The disclosure that Virginia Thomas, the wife of Justice Clarence Thomas, had sent a barrage of text messages to the Trump White House urging efforts to overturn the 2020 election brought into sharp focus the conflict of interest her political activism has created—and the lack of a clear-cut remedy.  It is one thing for the spouse of a Supreme Court justice to express political views, even ones shot through with wild conspiracy theories.  That may not by itself require the justice’s recusal from cases touching on those views.

But the text messages from Ms. Thomas, a longtime conservative activist who goes by Ginni, revealed something quite different and deeply troubling, experts said.  The text messages between Ms. Thomas and Mark Meadows, President Trump’s chief of staff, sent during and just after the fraught weeks between the 2020 presidential election and the January 6th attack on the Capitol, demonstrated that she was an active participant in shaping the legal effort to overturn the election.

When your spouse is conversing with people who have some control over litigation to challenge an election, you shouldn’t be sitting on the Supreme Court deciding that election or any aspect of it.  But Justice Thomas did participate in a ruling in January on an emergency application from Mr. Trump asking the court to block release of White House records concerning the attack on the Capitol.  The court rejected the request, in a sharp rebuke to the former president.  Only Justice Thomas noted a dissent, giving no reasons.
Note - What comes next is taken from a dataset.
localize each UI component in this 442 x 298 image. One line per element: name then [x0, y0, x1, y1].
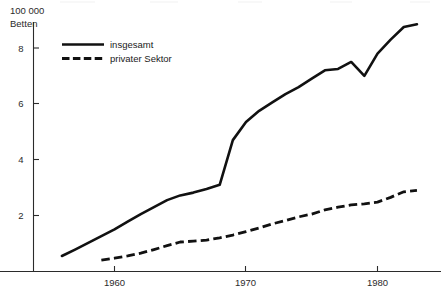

He also participated in the court’s consideration of whether to hear a related appeal, one in which Mr. Meadows filed an amicus brief saying that “the outcome of this case will bear directly” on his own efforts to shield records from the House committee investigating the attacks beyond those he had provided.  The Supreme Court last month refused to hear the case, without noted dissent.  There was no indication that Justice Thomas had recused himself.

In December 2020, around the time of the text messages, Justice Thomas participated in a ruling on an audacious lawsuit by Texas asking the court to throw out the election results in four battleground states.  The court rejected the request, with Justices Thomas and Samuel A. Alito Jr. issuing a brief statement suggesting the majority had acted too soon in shutting the case down.  In February 2021, Justice Thomas addressed election fraud in a dissent from the Supreme Court’s decision to turn away a challenge to Pennsylvania’s voting procedures.

All federal judges, including Supreme Court justices, are subject to a federal law on recusal.  The law says that “any justice, judge or magistrate judge of the United States shall disqualify himself in any proceeding in which his impartiality might reasonably be questioned.”  Judging by the nature of the text messages and the uproar over them, that provision alone is enough to require Justice Thomas’s recusal, legal experts said.

There may be questions about the constitutionality of the recusal law, as least as it applies to Supreme Court justices.  In his 2011 annual report on the state of the federal judiciary, Chief Justice John G. Roberts Jr. wrote that “the limits of Congress’s power to require recusal have never been tested.”  It is past time for this issue to come before the Supreme Court and for Congress to enact checks and balances on judges’ power.